A quick google search on jones act and hawaii reveals this page hosted by International Longshore and Warehouse Union (ILWU)

https://www.ilwulocal142.org/news-item/jones-act-fact-vs-myt...

Few things listed there are clearly false.

"Myth #2: The Jones Act Raises Prices for Hawai‘i Residents.

However, a comprehensive 2020 study by Reeve & Associates and TZ Economics found that this is simply not true.

Their survey compared the prices of 200 consumer goods—including groceries, household items, clothing, and automobiles—at major retailers like Costco, Home Depot, Target, and Walmart in both Honolulu and Los Angeles. The results showed that prices in Hawai‘i were, on average, only 0.5% higher than on the mainland, a negligible difference that cannot be attributed to the Jones Act alone."

As a frequent visitor to Oahu, i stop by Costco on the way from the airport and i can see that most consumables including milk and meat is 30-50% more expensive than at Northern California Costco. This is representative across local supermarkets as well.

So its seems that this union is trying to minimise the impact of shipping on costs of everyday goods

Critics dismiss this study as bogus:

https://www.grassrootinstitute.org/2020/07/shipping-industry...

"using online prices to compare food prices at Hawaii versus Los Angeles stores is problematic. A visit today to the Keeaumoku Street Walmart showed an 18-ounce box of Cheerios selling for $4.26, before tax, versus $3.64 for its listed online price, and a four-pack of 5-ounce cans of albacore tuna for $8.43 versus $6.74 online."

That is actually true, Keamoku Walmart does not pricematch to their online prices and the only way to get those prices is to place an pickup order and wait for several hours to pick up at those prices.


IlWU are crooks, but I thought jones act said intranational trade had to be by us flagged and manned ship. Not that foreign trade couldn't unload directly there on foreign ship or that it had to go to mainland first.

I've never heard of them having to go to the mainland before unloading in Hawaii. But if they do unload directly in Hawaii maybe they can't unload elsewhere without violating jones act so it's not worth the trip there instead of going to LA to unload and then a US flagged boat has to be used to get it to HI.


Land anywhere useful is also extraordinarily expensive and developing industry is commonly blocked on the thinnest of reasoning. Hawaiians even sabotaged the interisland ferries on some trumped up environmental concerns (they complained a couple people loaded sands or rocks) seemingly being scared shitless of their own people from other islands having cheap access (the tourists just fly). You can hardly develop any infrastructure that's not tourism or residential, and residential is also usually tough outside the big island.

Will Zuckerberg swoop in to buy all those properties?

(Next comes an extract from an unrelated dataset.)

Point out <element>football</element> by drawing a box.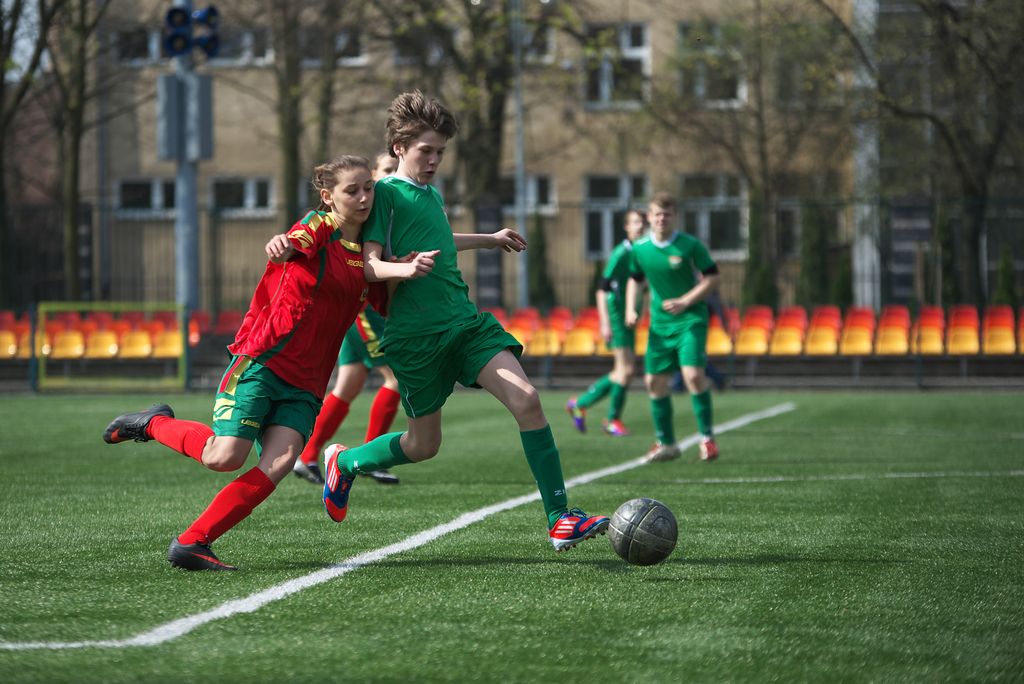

Hawaii again? I hope it’s not too bad for the non-zuckerbergs

Are there people out there with Zuckerberg derangement syndrome, who can't hear about something only distantly related without bringing him up?

Kauai, where Zuckerberg's estate is, has not been affected. So yes, it's been bad for non-Zuckerbergs


I mean, he did sue a bunch of poor people to remove any possibility that they might make ancestral claims on or around his super abundance of land. It is in really bad taste and a testament to his lack of character.

It is truly tragic to see 5,500 people on the North Shore forced from their homes as the century-old Wahiawa Dam threatens to erase their livelihoods. One can only hope the evacuation orders were received in time to save what is most precious. Sentiment aside, this is a textbook case of a natural audit. The Wahiawa Dam is a 120-year-old stranded asset that should have been liquidated decades ago; instead, it was kept on the books as a "high hazard" liability while the state and Dole Food Company bickered over a $20 million repair bill. Governor Green’s $1 billion damage estimate is simply the market finally collecting on 20 years of deferred maintenance and mispriced risk. Those living downstream without private insolvency insurance were effectively shorting gravity, and the "Kona Low" just called their margin. If the dam breaches, it isn't a disaster—it's the violent, overdue restructuring of an obsolete irrigation system. Nature is the only regulator that doesn't accept a settlement.